Sales-Tax & Compliance Checklist

  • Marketplace Facilitator Laws: Understand that while Amazon remits sales tax on your behalf in most states, storing inventory in states like California, Texas, or Pennsylvania can still create economic nexus, potentially requiring you to register your business there. (TaxGPT)
  • 1099-K Reconciliation: Ensure that the total you record in Income:Amazon:Sales for the year matches the gross amount reported on your Form 1099-K to the cent. Any discrepancy is an audit flag. (IRS)
  • Direct Sales Tax: If you sell through other channels not covered by a facilitator, maintain a Liabilities:SalesTaxPayable:State account subtree to track taxes you owe directly.

Common Pitfalls (and Fixes)

  • Pitfall: Recording only the net deposit from Amazon.
    • Fix: Always decompose payouts using the full settlement report.
  • Pitfall: Ignoring reimbursed returns or damaged goods.
    • Fix: Log both the initial refund expense and the subsequent reimbursement from Amazon as a separate credit.
  • Pitfall: Forgetting about rolling reserves.
    • Fix: Amazon often withholds a "reserve" balance from payouts, especially for new accounts.

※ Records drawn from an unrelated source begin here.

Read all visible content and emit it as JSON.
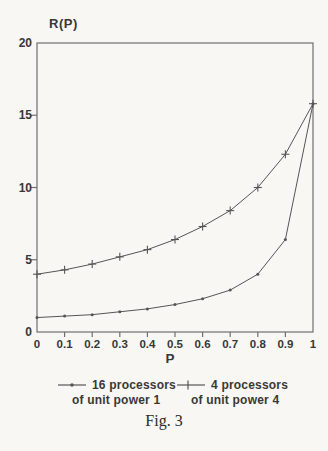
{
  "caption": "Fig. 3",
  "colors": {
    "background": "#f8f7f4",
    "frame": "#6f6f6f",
    "line": "#555555",
    "text": "#383838"
  },
  "legend": {
    "items": [
      {
        "marker": "dot",
        "line1": "16 processors",
        "line2": "of unit power 1"
      },
      {
        "marker": "plus",
        "line1": "4 processors",
        "line2": "of unit power 4"
      }
    ]
  },
  "chart_data": {
    "type": "line",
    "title": "",
    "xlabel": "P",
    "ylabel": "R(P)",
    "xlim": [
      0,
      1
    ],
    "ylim": [
      0,
      20
    ],
    "grid": false,
    "legend_position": "bottom",
    "x": [
      0,
      0.1,
      0.2,
      0.3,
      0.4,
      0.5,
      0.6,
      0.7,
      0.8,
      0.9,
      1
    ],
    "x_tick_labels": [
      "0",
      "0.1",
      "0.2",
      "0.3",
      "0.4",
      "0.5",
      "0.6",
      "0.7",
      "0.8",
      "0.9",
      "1"
    ],
    "y_ticks": [
      0,
      5,
      10,
      15,
      20
    ],
    "y_tick_labels": [
      "0",
      "5",
      "10",
      "15",
      "20"
    ],
    "series": [
      {
        "name": "16 processors of unit power 1",
        "marker": "dot",
        "values": [
          1.0,
          1.1,
          1.2,
          1.4,
          1.6,
          1.9,
          2.3,
          2.9,
          4.0,
          6.4,
          15.8
        ]
      },
      {
        "name": "4 processors of unit power 4",
        "marker": "plus",
        "values": [
          4.0,
          4.3,
          4.7,
          5.2,
          5.7,
          6.4,
          7.3,
          8.4,
          10.0,
          12.3,
          15.8
        ]
      }
    ]
  }
}
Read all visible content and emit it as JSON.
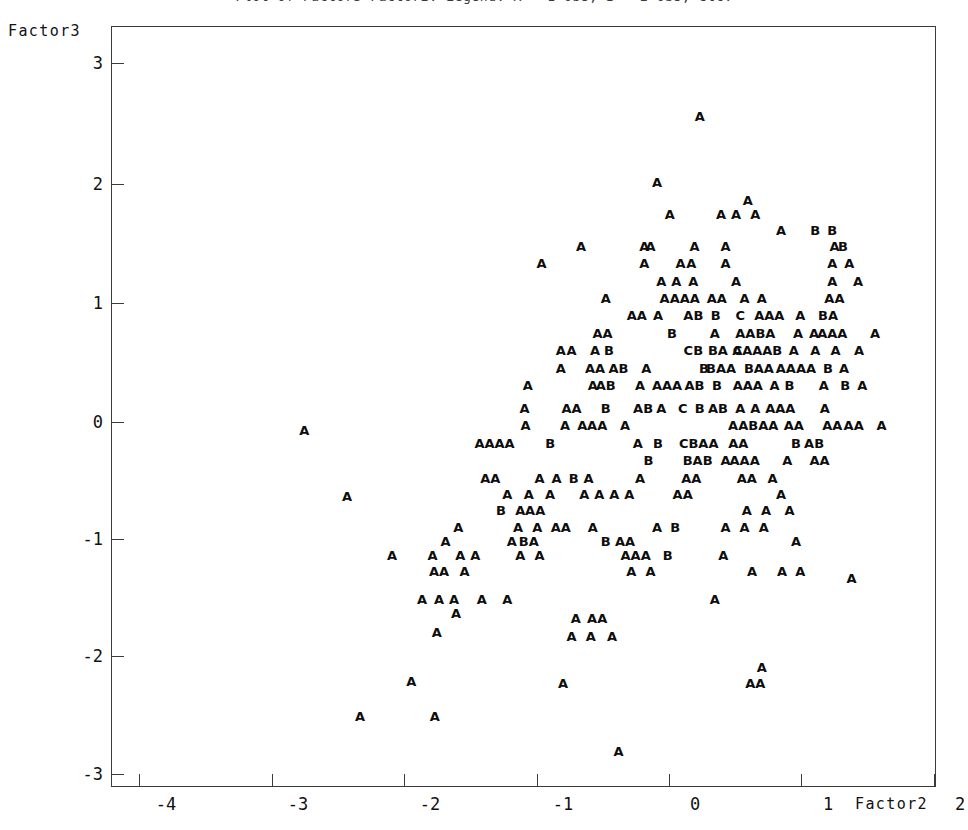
{
  "title": {
    "text": "Plot of Factor3*Factor2.  Legend: A = 1 obs, B = 2 obs, etc.",
    "clipped": true
  },
  "axes": {
    "ylabel": "Factor3",
    "xlabel": "Factor2",
    "y_ticks": [
      {
        "value": 3,
        "label": "3",
        "py": 62
      },
      {
        "value": 2,
        "label": "2",
        "py": 183
      },
      {
        "value": 1,
        "label": "1",
        "py": 302
      },
      {
        "value": 0,
        "label": "0",
        "py": 421
      },
      {
        "value": -1,
        "label": "-1",
        "py": 538
      },
      {
        "value": -2,
        "label": "-2",
        "py": 655
      },
      {
        "value": -3,
        "label": "-3",
        "py": 773
      }
    ],
    "x_ticks": [
      {
        "value": -4,
        "label": "-4",
        "px": 138,
        "label_px": 165
      },
      {
        "value": -3,
        "label": "-3",
        "px": 271,
        "label_px": 297
      },
      {
        "value": -2,
        "label": "-2",
        "px": 403,
        "label_px": 429
      },
      {
        "value": -1,
        "label": "-1",
        "px": 536,
        "label_px": 562
      },
      {
        "value": 0,
        "label": "0",
        "px": 668,
        "label_px": 694
      },
      {
        "value": 1,
        "label": "1",
        "px": 800,
        "label_px": 827
      },
      {
        "value": 2,
        "label": "2",
        "px": 933,
        "label_px": 959
      }
    ],
    "xlim": [
      -4.72,
      3.0
    ],
    "ylim": [
      -3.22,
      3.3
    ],
    "grid": false
  },
  "colors": {
    "frame": "#3b3b3b",
    "text": "#111111",
    "symbol": "#0d0d0d",
    "background": "#ffffff"
  },
  "chart_data": {
    "type": "scatter",
    "title": "Plot of Factor3*Factor2.  Legend: A = 1 obs, B = 2 obs, etc.",
    "xlabel": "Factor2",
    "ylabel": "Factor3",
    "xlim": [
      -4.72,
      3.0
    ],
    "ylim": [
      -3.22,
      3.3
    ],
    "grid": false,
    "legend": "A = 1 obs, B = 2 obs, C = 3 obs",
    "symbol_legend": {
      "A": 1,
      "B": 2,
      "C": 3
    },
    "points": [
      {
        "x": 0.78,
        "y": 2.54,
        "s": "A"
      },
      {
        "x": 0.38,
        "y": 1.97,
        "s": "A"
      },
      {
        "x": 1.23,
        "y": 1.82,
        "s": "A"
      },
      {
        "x": 0.5,
        "y": 1.7,
        "s": "A"
      },
      {
        "x": 0.98,
        "y": 1.7,
        "s": "A"
      },
      {
        "x": 1.12,
        "y": 1.7,
        "s": "A"
      },
      {
        "x": 1.3,
        "y": 1.7,
        "s": "A"
      },
      {
        "x": 1.54,
        "y": 1.56,
        "s": "A"
      },
      {
        "x": 1.86,
        "y": 1.56,
        "s": "B"
      },
      {
        "x": 2.02,
        "y": 1.56,
        "s": "B"
      },
      {
        "x": -0.33,
        "y": 1.42,
        "s": "A"
      },
      {
        "x": 0.26,
        "y": 1.42,
        "s": "A"
      },
      {
        "x": 0.32,
        "y": 1.42,
        "s": "A"
      },
      {
        "x": 0.73,
        "y": 1.42,
        "s": "A"
      },
      {
        "x": 1.02,
        "y": 1.42,
        "s": "A"
      },
      {
        "x": 2.04,
        "y": 1.42,
        "s": "A"
      },
      {
        "x": 2.12,
        "y": 1.42,
        "s": "B"
      },
      {
        "x": -0.7,
        "y": 1.28,
        "s": "A"
      },
      {
        "x": 0.26,
        "y": 1.28,
        "s": "A"
      },
      {
        "x": 0.6,
        "y": 1.28,
        "s": "A"
      },
      {
        "x": 0.7,
        "y": 1.28,
        "s": "A"
      },
      {
        "x": 1.02,
        "y": 1.28,
        "s": "A"
      },
      {
        "x": 2.02,
        "y": 1.28,
        "s": "A"
      },
      {
        "x": 2.18,
        "y": 1.28,
        "s": "A"
      },
      {
        "x": 0.42,
        "y": 1.12,
        "s": "A"
      },
      {
        "x": 0.56,
        "y": 1.12,
        "s": "A"
      },
      {
        "x": 0.72,
        "y": 1.12,
        "s": "A"
      },
      {
        "x": 1.12,
        "y": 1.12,
        "s": "A"
      },
      {
        "x": 2.02,
        "y": 1.12,
        "s": "A"
      },
      {
        "x": 2.26,
        "y": 1.12,
        "s": "A"
      },
      {
        "x": -0.1,
        "y": 0.98,
        "s": "A"
      },
      {
        "x": 0.45,
        "y": 0.98,
        "s": "A"
      },
      {
        "x": 0.64,
        "y": 0.98,
        "s": "AAA"
      },
      {
        "x": 0.94,
        "y": 0.98,
        "s": "AA"
      },
      {
        "x": 1.2,
        "y": 0.98,
        "s": "A"
      },
      {
        "x": 1.36,
        "y": 0.98,
        "s": "A"
      },
      {
        "x": 2.04,
        "y": 0.98,
        "s": "AA"
      },
      {
        "x": 0.19,
        "y": 0.83,
        "s": "AA"
      },
      {
        "x": 0.39,
        "y": 0.83,
        "s": "A"
      },
      {
        "x": 0.72,
        "y": 0.83,
        "s": "AB"
      },
      {
        "x": 0.93,
        "y": 0.83,
        "s": "B"
      },
      {
        "x": 1.16,
        "y": 0.83,
        "s": "C"
      },
      {
        "x": 1.43,
        "y": 0.83,
        "s": "AAA"
      },
      {
        "x": 1.72,
        "y": 0.83,
        "s": "A"
      },
      {
        "x": 1.98,
        "y": 0.83,
        "s": "BA"
      },
      {
        "x": -0.13,
        "y": 0.68,
        "s": "AA"
      },
      {
        "x": 0.52,
        "y": 0.68,
        "s": "B"
      },
      {
        "x": 0.92,
        "y": 0.68,
        "s": "A"
      },
      {
        "x": 1.3,
        "y": 0.68,
        "s": "AABA"
      },
      {
        "x": 1.7,
        "y": 0.68,
        "s": "A"
      },
      {
        "x": 1.85,
        "y": 0.68,
        "s": "A"
      },
      {
        "x": 2.02,
        "y": 0.68,
        "s": "AAA"
      },
      {
        "x": 2.42,
        "y": 0.68,
        "s": "A"
      },
      {
        "x": -0.52,
        "y": 0.53,
        "s": "A"
      },
      {
        "x": -0.42,
        "y": 0.53,
        "s": "A"
      },
      {
        "x": -0.2,
        "y": 0.53,
        "s": "A"
      },
      {
        "x": -0.07,
        "y": 0.53,
        "s": "B"
      },
      {
        "x": 0.72,
        "y": 0.53,
        "s": "CB"
      },
      {
        "x": 0.95,
        "y": 0.53,
        "s": "BA"
      },
      {
        "x": 1.13,
        "y": 0.53,
        "s": "A"
      },
      {
        "x": 1.32,
        "y": 0.53,
        "s": "CAAAB"
      },
      {
        "x": 1.66,
        "y": 0.53,
        "s": "A"
      },
      {
        "x": 1.86,
        "y": 0.53,
        "s": "A"
      },
      {
        "x": 2.05,
        "y": 0.53,
        "s": "A"
      },
      {
        "x": 2.27,
        "y": 0.53,
        "s": "A"
      },
      {
        "x": -0.52,
        "y": 0.38,
        "s": "A"
      },
      {
        "x": -0.2,
        "y": 0.38,
        "s": "AA"
      },
      {
        "x": 0.02,
        "y": 0.38,
        "s": "AB"
      },
      {
        "x": 0.28,
        "y": 0.38,
        "s": "A"
      },
      {
        "x": 0.82,
        "y": 0.38,
        "s": "B"
      },
      {
        "x": 0.98,
        "y": 0.38,
        "s": "BAA"
      },
      {
        "x": 1.24,
        "y": 0.38,
        "s": "B"
      },
      {
        "x": 1.38,
        "y": 0.38,
        "s": "AA"
      },
      {
        "x": 1.68,
        "y": 0.38,
        "s": "AAAA"
      },
      {
        "x": 1.98,
        "y": 0.38,
        "s": "B"
      },
      {
        "x": 2.13,
        "y": 0.38,
        "s": "A"
      },
      {
        "x": -0.83,
        "y": 0.23,
        "s": "A"
      },
      {
        "x": -0.22,
        "y": 0.23,
        "s": "A"
      },
      {
        "x": -0.1,
        "y": 0.23,
        "s": "AB"
      },
      {
        "x": 0.22,
        "y": 0.23,
        "s": "A"
      },
      {
        "x": 0.38,
        "y": 0.23,
        "s": "A"
      },
      {
        "x": 0.52,
        "y": 0.23,
        "s": "AA"
      },
      {
        "x": 0.73,
        "y": 0.23,
        "s": "AB"
      },
      {
        "x": 0.94,
        "y": 0.23,
        "s": "B"
      },
      {
        "x": 1.23,
        "y": 0.23,
        "s": "AAA"
      },
      {
        "x": 1.48,
        "y": 0.23,
        "s": "A"
      },
      {
        "x": 1.62,
        "y": 0.23,
        "s": "B"
      },
      {
        "x": 1.94,
        "y": 0.23,
        "s": "A"
      },
      {
        "x": 2.14,
        "y": 0.23,
        "s": "B"
      },
      {
        "x": 2.3,
        "y": 0.23,
        "s": "A"
      },
      {
        "x": -0.86,
        "y": 0.04,
        "s": "A"
      },
      {
        "x": -0.42,
        "y": 0.04,
        "s": "AA"
      },
      {
        "x": -0.1,
        "y": 0.04,
        "s": "B"
      },
      {
        "x": 0.25,
        "y": 0.04,
        "s": "AB"
      },
      {
        "x": 0.42,
        "y": 0.04,
        "s": "A"
      },
      {
        "x": 0.62,
        "y": 0.04,
        "s": "C"
      },
      {
        "x": 0.78,
        "y": 0.04,
        "s": "B"
      },
      {
        "x": 0.95,
        "y": 0.04,
        "s": "AB"
      },
      {
        "x": 1.16,
        "y": 0.04,
        "s": "A"
      },
      {
        "x": 1.3,
        "y": 0.04,
        "s": "A"
      },
      {
        "x": 1.44,
        "y": 0.04,
        "s": "A"
      },
      {
        "x": 1.58,
        "y": 0.04,
        "s": "AA"
      },
      {
        "x": 1.95,
        "y": 0.04,
        "s": "A"
      },
      {
        "x": -0.85,
        "y": -0.11,
        "s": "A"
      },
      {
        "x": -0.48,
        "y": -0.11,
        "s": "A"
      },
      {
        "x": -0.32,
        "y": -0.11,
        "s": "A"
      },
      {
        "x": -0.18,
        "y": -0.11,
        "s": "AA"
      },
      {
        "x": 0.08,
        "y": -0.11,
        "s": "A"
      },
      {
        "x": 1.28,
        "y": -0.11,
        "s": "AABAA"
      },
      {
        "x": 1.66,
        "y": -0.11,
        "s": "AA"
      },
      {
        "x": 2.02,
        "y": -0.11,
        "s": "AA"
      },
      {
        "x": 2.22,
        "y": -0.11,
        "s": "AA"
      },
      {
        "x": 2.48,
        "y": -0.11,
        "s": "A"
      },
      {
        "x": -1.14,
        "y": -0.26,
        "s": "AAAA"
      },
      {
        "x": -0.62,
        "y": -0.26,
        "s": "B"
      },
      {
        "x": 0.2,
        "y": -0.26,
        "s": "A"
      },
      {
        "x": 0.39,
        "y": -0.26,
        "s": "B"
      },
      {
        "x": 0.77,
        "y": -0.26,
        "s": "CBAA"
      },
      {
        "x": 1.14,
        "y": -0.26,
        "s": "AA"
      },
      {
        "x": 1.68,
        "y": -0.26,
        "s": "B"
      },
      {
        "x": 1.85,
        "y": -0.26,
        "s": "AB"
      },
      {
        "x": 0.3,
        "y": -0.41,
        "s": "B"
      },
      {
        "x": 0.76,
        "y": -0.41,
        "s": "BAB"
      },
      {
        "x": 1.02,
        "y": -0.41,
        "s": "A"
      },
      {
        "x": 1.2,
        "y": -0.41,
        "s": "AAA"
      },
      {
        "x": 1.6,
        "y": -0.41,
        "s": "A"
      },
      {
        "x": 1.9,
        "y": -0.41,
        "s": "AA"
      },
      {
        "x": -1.18,
        "y": -0.56,
        "s": "AA"
      },
      {
        "x": -0.72,
        "y": -0.56,
        "s": "A"
      },
      {
        "x": -0.56,
        "y": -0.56,
        "s": "A"
      },
      {
        "x": -0.4,
        "y": -0.56,
        "s": "B"
      },
      {
        "x": -0.26,
        "y": -0.56,
        "s": "A"
      },
      {
        "x": 0.22,
        "y": -0.56,
        "s": "A"
      },
      {
        "x": 0.7,
        "y": -0.56,
        "s": "AA"
      },
      {
        "x": 1.22,
        "y": -0.56,
        "s": "AA"
      },
      {
        "x": 1.46,
        "y": -0.56,
        "s": "A"
      },
      {
        "x": -1.02,
        "y": -0.7,
        "s": "A"
      },
      {
        "x": -0.82,
        "y": -0.7,
        "s": "A"
      },
      {
        "x": -0.62,
        "y": -0.7,
        "s": "A"
      },
      {
        "x": -0.3,
        "y": -0.7,
        "s": "A"
      },
      {
        "x": -0.16,
        "y": -0.7,
        "s": "A"
      },
      {
        "x": -0.02,
        "y": -0.7,
        "s": "A"
      },
      {
        "x": 0.12,
        "y": -0.7,
        "s": "A"
      },
      {
        "x": 0.62,
        "y": -0.7,
        "s": "AA"
      },
      {
        "x": 1.54,
        "y": -0.7,
        "s": "A"
      },
      {
        "x": -1.08,
        "y": -0.84,
        "s": "B"
      },
      {
        "x": -0.9,
        "y": -0.84,
        "s": "A"
      },
      {
        "x": -0.76,
        "y": -0.84,
        "s": "AA"
      },
      {
        "x": 1.22,
        "y": -0.84,
        "s": "A"
      },
      {
        "x": 1.4,
        "y": -0.84,
        "s": "A"
      },
      {
        "x": 1.62,
        "y": -0.84,
        "s": "A"
      },
      {
        "x": -1.48,
        "y": -0.98,
        "s": "A"
      },
      {
        "x": -0.92,
        "y": -0.98,
        "s": "A"
      },
      {
        "x": -0.74,
        "y": -0.98,
        "s": "A"
      },
      {
        "x": -0.52,
        "y": -0.98,
        "s": "AA"
      },
      {
        "x": -0.22,
        "y": -0.98,
        "s": "A"
      },
      {
        "x": 0.38,
        "y": -0.98,
        "s": "A"
      },
      {
        "x": 0.55,
        "y": -0.98,
        "s": "B"
      },
      {
        "x": 1.02,
        "y": -0.98,
        "s": "A"
      },
      {
        "x": 1.2,
        "y": -0.98,
        "s": "A"
      },
      {
        "x": 1.38,
        "y": -0.98,
        "s": "A"
      },
      {
        "x": -1.6,
        "y": -1.1,
        "s": "A"
      },
      {
        "x": -0.98,
        "y": -1.1,
        "s": "A"
      },
      {
        "x": -0.82,
        "y": -1.1,
        "s": "BA"
      },
      {
        "x": -0.1,
        "y": -1.1,
        "s": "B"
      },
      {
        "x": 0.08,
        "y": -1.1,
        "s": "AA"
      },
      {
        "x": 1.68,
        "y": -1.1,
        "s": "A"
      },
      {
        "x": -2.1,
        "y": -1.22,
        "s": "A"
      },
      {
        "x": -1.72,
        "y": -1.22,
        "s": "A"
      },
      {
        "x": -1.46,
        "y": -1.22,
        "s": "A"
      },
      {
        "x": -1.32,
        "y": -1.22,
        "s": "A"
      },
      {
        "x": -0.9,
        "y": -1.22,
        "s": "A"
      },
      {
        "x": -0.72,
        "y": -1.22,
        "s": "A"
      },
      {
        "x": 0.18,
        "y": -1.22,
        "s": "AAA"
      },
      {
        "x": 0.48,
        "y": -1.22,
        "s": "B"
      },
      {
        "x": 1.0,
        "y": -1.22,
        "s": "A"
      },
      {
        "x": -1.66,
        "y": -1.36,
        "s": "AA"
      },
      {
        "x": -1.42,
        "y": -1.36,
        "s": "A"
      },
      {
        "x": 0.14,
        "y": -1.36,
        "s": "A"
      },
      {
        "x": 0.32,
        "y": -1.36,
        "s": "A"
      },
      {
        "x": 1.27,
        "y": -1.36,
        "s": "A"
      },
      {
        "x": 1.55,
        "y": -1.36,
        "s": "A"
      },
      {
        "x": 1.72,
        "y": -1.36,
        "s": "A"
      },
      {
        "x": 2.2,
        "y": -1.42,
        "s": "A"
      },
      {
        "x": -1.82,
        "y": -1.6,
        "s": "A"
      },
      {
        "x": -1.66,
        "y": -1.6,
        "s": "A"
      },
      {
        "x": -1.52,
        "y": -1.6,
        "s": "A"
      },
      {
        "x": -1.26,
        "y": -1.6,
        "s": "A"
      },
      {
        "x": -1.02,
        "y": -1.6,
        "s": "A"
      },
      {
        "x": 0.92,
        "y": -1.6,
        "s": "A"
      },
      {
        "x": -1.5,
        "y": -1.72,
        "s": "A"
      },
      {
        "x": -0.38,
        "y": -1.76,
        "s": "A"
      },
      {
        "x": -0.18,
        "y": -1.76,
        "s": "AA"
      },
      {
        "x": -1.68,
        "y": -1.88,
        "s": "A"
      },
      {
        "x": -0.42,
        "y": -1.92,
        "s": "A"
      },
      {
        "x": -0.24,
        "y": -1.92,
        "s": "A"
      },
      {
        "x": -0.04,
        "y": -1.92,
        "s": "A"
      },
      {
        "x": 1.36,
        "y": -2.18,
        "s": "A"
      },
      {
        "x": -1.92,
        "y": -2.3,
        "s": "A"
      },
      {
        "x": -0.5,
        "y": -2.32,
        "s": "A"
      },
      {
        "x": 1.3,
        "y": -2.32,
        "s": "AA"
      },
      {
        "x": -2.4,
        "y": -2.6,
        "s": "A"
      },
      {
        "x": -1.7,
        "y": -2.6,
        "s": "A"
      },
      {
        "x": 0.02,
        "y": -2.9,
        "s": "A"
      },
      {
        "x": -2.92,
        "y": -0.15,
        "s": "A"
      },
      {
        "x": -2.52,
        "y": -0.72,
        "s": "A"
      }
    ]
  }
}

Track this money you're owed in a dedicated Assets:Amazon:Reserve account.
  • Pitfall: Mismatching SKU aliases between your system and Amazon's.
    • Fix: Normalize all SKU codes in your import scripts to ensure COGS lookups don't fail.

Quick-Start To-Do

  • Enable and download your first settlement report in Seller Central.
  • Clone a Beancount starter repository and build a chart of accounts specific to Amazon.
  • Write a small importer script that converts a settlement CSV into a Beancount transaction (.txn file).
  • Schedule a weekly reminder to pull new reports and run bean-check to ensure your files are valid.
  • Review your income statement monthly to make data-driven decisions on ad spend, pricing, and inventory.

Further Reading

Ship more, fret less—keep your beans balanced. Happy selling!